I took my visitor down there the night he arrived. I thought it unwise for him to attempt to leave in the snow. I made him as comfortable as possible, although the space between the floor boards was narrow and relatively shallow. I told him to knock when he was ready to come back up. From my own bed I heard the floors bang. I would have the others help him out if I could see them.
I talked to him the following morning. I talked to him in the afternoon. I thought it unwise for him to leave in the snow and ice. We talked that night and many others, he made stranger and stranger sounds until there were none. It is something to do with the dreams.
The dreams. How many there are. How different. Do the apartment-hunters come at all? Are they here today or was it last year, ten years ago? My name is Faithless Bedcomb. I am twenty-five. The dreams are bubbling over, floating heavy. My hand is on the door knob. The others are not appearing.
I went to find him. I called down through the cracks in the pine, ‘Dreamy, where are you, come back, the others are here.’ He didn’t answer me, and the lonely girl jumped harder on her bed, pushing down the multiplying heaviness that penetrated the earth.
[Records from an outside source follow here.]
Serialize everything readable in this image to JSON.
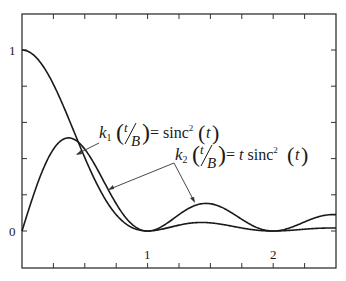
{
  "chart_data": {
    "type": "line",
    "title": "",
    "xlabel": "",
    "ylabel": "",
    "xlim": [
      0,
      2.5
    ],
    "ylim": [
      -0.2,
      1.2
    ],
    "grid": false,
    "legend": "none (inline annotations with arrows)",
    "x_ticks": [
      0.25,
      0.5,
      0.75,
      1,
      1.25,
      1.5,
      1.75,
      2,
      2.25
    ],
    "x_tick_labels": [
      {
        "value": 1,
        "label": "1"
      },
      {
        "value": 2,
        "label": "2"
      }
    ],
    "y_ticks": [
      0,
      0.2,
      0.4,
      0.6,
      0.8,
      1
    ],
    "y_tick_labels": [
      {
        "value": 0,
        "label": "0"
      },
      {
        "value": 1,
        "label": "1"
      }
    ],
    "series": [
      {
        "name": "k1(t/B) = sinc^2(t)",
        "formula": "sinc^2(t)",
        "x": [
          0,
          0.25,
          0.5,
          0.75,
          1,
          1.25,
          1.5,
          1.75,
          2,
          2.25,
          2.5
        ],
        "values": [
          1.0,
          0.811,
          0.405,
          0.09,
          0.0,
          0.032,
          0.045,
          0.017,
          0.0,
          0.01,
          0.016
        ]
      },
      {
        "name": "k2(t/B) = t sinc^2(t)",
        "formula": "t*sinc^2(t)",
        "x": [
          0,
          0.25,
          0.5,
          0.75,
          1,
          1.25,
          1.5,
          1.75,
          2,
          2.25,
          2.5
        ],
        "values": [
          0.0,
          0.203,
          0.203,
          0.068,
          0.0,
          0.041,
          0.068,
          0.029,
          0.0,
          0.022,
          0.041
        ]
      }
    ],
    "annotations": [
      {
        "text": "k1(t/B) = sinc^2(t)",
        "target_series": "k1(t/B) = sinc^2(t)"
      },
      {
        "text": "k2(t/B) = t sinc^2(t)",
        "target_series": "k2(t/B) = t sinc^2(t)"
      }
    ]
  },
  "labels": {
    "y_zero": "0",
    "y_one": "1",
    "x_one": "1",
    "x_two": "2",
    "k1": {
      "k": "k",
      "sub": "1",
      "num": "t",
      "den": "B",
      "eq": "= sinc",
      "sup": "2",
      "arg": "t"
    },
    "k2": {
      "k": "k",
      "sub": "2",
      "num": "t",
      "den": "B",
      "eq": "= ",
      "t": "t",
      "sinc": " sinc",
      "sup": "2",
      "arg": "t"
    }
  },
  "colors": {
    "line": "#1a1a1a",
    "axis": "#333333",
    "background": "#ffffff"
  }
}
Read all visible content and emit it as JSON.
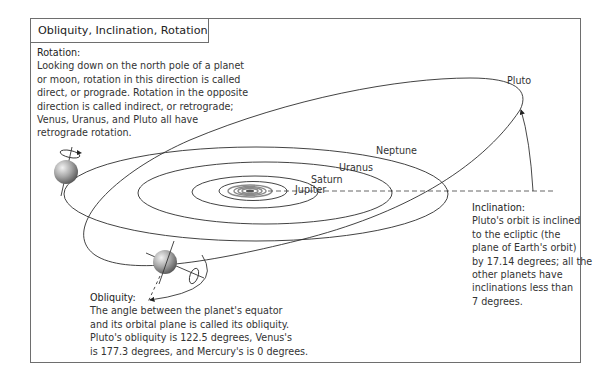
{
  "title": "Obliquity, Inclination, Rotation",
  "rotation": {
    "heading": "Rotation:",
    "lines": [
      "Looking down on the north pole of a planet",
      "or moon, rotation in this direction is called",
      "direct, or prograde. Rotation in the opposite",
      "direction is called indirect, or retrograde;",
      "Venus, Uranus, and Pluto all have",
      "retrograde rotation."
    ]
  },
  "inclination": {
    "heading": "Inclination:",
    "lines": [
      "Pluto's orbit is inclined",
      "to the ecliptic (the",
      "plane of Earth's orbit)",
      "by 17.14 degrees; all the",
      "other planets have",
      "inclinations less than",
      "7 degrees."
    ]
  },
  "obliquity": {
    "heading": "Obliquity:",
    "lines": [
      "The angle between the planet's equator",
      "and its orbital plane is called its obliquity.",
      "Pluto's obliquity is 122.5 degrees, Venus's",
      "is 177.3 degrees, and Mercury's is 0 degrees."
    ]
  },
  "orbit_labels": {
    "pluto": "Pluto",
    "neptune": "Neptune",
    "uranus": "Uranus",
    "saturn": "Saturn",
    "jupiter": "Jupiter"
  },
  "values": {
    "pluto_inclination_deg": 17.14,
    "pluto_obliquity_deg": 122.5,
    "venus_obliquity_deg": 177.3,
    "mercury_obliquity_deg": 0,
    "other_planets_max_inclination_deg": 7
  },
  "colors": {
    "line": "#2e2e2e",
    "frame": "#6e6e6e",
    "planet_light": "#d8d8d8",
    "planet_dark": "#6a6a6a"
  }
}
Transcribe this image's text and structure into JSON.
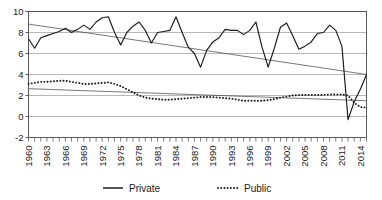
{
  "chart_data": {
    "type": "line",
    "title": "",
    "subtitle": "",
    "xlabel": "",
    "ylabel": "",
    "xlim": [
      1960,
      2015
    ],
    "ylim": [
      -2,
      10
    ],
    "yticks": [
      -2,
      0,
      2,
      4,
      6,
      8,
      10
    ],
    "ytick_labels": [
      "-2",
      "0",
      "2",
      "4",
      "6",
      "8",
      "10"
    ],
    "xticks": [
      1960,
      1963,
      1966,
      1969,
      1972,
      1975,
      1978,
      1981,
      1984,
      1987,
      1990,
      1993,
      1996,
      1999,
      2002,
      2005,
      2008,
      2011,
      2014
    ],
    "xtick_labels": [
      "1960",
      "1963",
      "1966",
      "1969",
      "1972",
      "1975",
      "1978",
      "1981",
      "1984",
      "1987",
      "1990",
      "1993",
      "1996",
      "1999",
      "2002",
      "2005",
      "2008",
      "2011",
      "2014"
    ],
    "minor_xticks_every": 1,
    "grid": "horizontal",
    "legend_position": "bottom",
    "legend": [
      {
        "name": "Private",
        "style": "solid",
        "color": "#1a1a1a"
      },
      {
        "name": "Public",
        "style": "dotted",
        "color": "#1a1a1a"
      }
    ],
    "x": [
      1960,
      1961,
      1962,
      1963,
      1964,
      1965,
      1966,
      1967,
      1968,
      1969,
      1970,
      1971,
      1972,
      1973,
      1974,
      1975,
      1976,
      1977,
      1978,
      1979,
      1980,
      1981,
      1982,
      1983,
      1984,
      1985,
      1986,
      1987,
      1988,
      1989,
      1990,
      1991,
      1992,
      1993,
      1994,
      1995,
      1996,
      1997,
      1998,
      1999,
      2000,
      2001,
      2002,
      2003,
      2004,
      2005,
      2006,
      2007,
      2008,
      2009,
      2010,
      2011,
      2012,
      2013,
      2014,
      2015
    ],
    "series": [
      {
        "name": "Private",
        "style": "solid",
        "color": "#1a1a1a",
        "values": [
          7.4,
          6.5,
          7.5,
          7.7,
          7.9,
          8.1,
          8.4,
          8.0,
          8.3,
          8.7,
          8.3,
          9.0,
          9.4,
          9.5,
          8.0,
          6.8,
          8.0,
          8.6,
          9.0,
          8.2,
          7.0,
          8.0,
          8.1,
          8.2,
          9.5,
          8.0,
          6.6,
          6.0,
          4.7,
          6.3,
          7.1,
          7.5,
          8.3,
          8.2,
          8.2,
          7.8,
          8.2,
          9.0,
          6.6,
          4.7,
          6.5,
          8.5,
          8.9,
          7.7,
          6.4,
          6.7,
          7.1,
          7.9,
          8.0,
          8.7,
          8.2,
          6.7,
          -0.3,
          1.4,
          2.6,
          4.0
        ]
      },
      {
        "name": "Public",
        "style": "dotted",
        "color": "#1a1a1a",
        "values": [
          3.1,
          3.2,
          3.3,
          3.3,
          3.35,
          3.4,
          3.4,
          3.3,
          3.2,
          3.1,
          3.1,
          3.15,
          3.2,
          3.25,
          3.1,
          2.9,
          2.6,
          2.3,
          2.0,
          1.8,
          1.7,
          1.65,
          1.6,
          1.6,
          1.65,
          1.7,
          1.75,
          1.8,
          1.85,
          1.85,
          1.85,
          1.8,
          1.75,
          1.7,
          1.6,
          1.5,
          1.5,
          1.5,
          1.5,
          1.55,
          1.65,
          1.8,
          1.9,
          2.0,
          2.05,
          2.05,
          2.05,
          2.05,
          2.05,
          2.1,
          2.1,
          2.1,
          2.0,
          1.3,
          0.9,
          0.85
        ]
      }
    ],
    "trendlines": [
      {
        "for": "Private",
        "x0": 1960,
        "y0": 8.8,
        "x1": 2015,
        "y1": 4.0
      },
      {
        "for": "Public",
        "x0": 1960,
        "y0": 2.65,
        "x1": 2015,
        "y1": 1.5
      }
    ],
    "axis_color": "#5a5a5a",
    "grid_color": "#b8b8b8",
    "background": "#ffffff"
  }
}
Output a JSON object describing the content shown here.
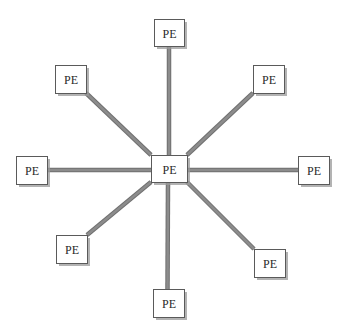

Where was he? The house grew smaller and smaller and the beneath he was in filled up with more and more history. I saw a warp in the wood where the nails has been rescrewed, nothing more, and the oxygen pouring out of the underworld.
Spring comes. The dreams release rounder and softer and start to tickle the ceiling, old heavy dreams sinking underneath.
The dreams are there, somewhere, they must be. I can feel them fall plumply into the crap pile of history, the good and the bad, and mix with everything in between. I know the way down and back up but when I lift the carpets to find him the room mocks me. There is no him.
He must be there somewhere, on the other side of the floor, separated from me by a couple of unhappy dreams at most. I can feel him walking, waking, thinking, uselessly pounding the wood floor. They are all in here and I am here, caught in my room, dream by dream, unable to find the one dream that redeems them all.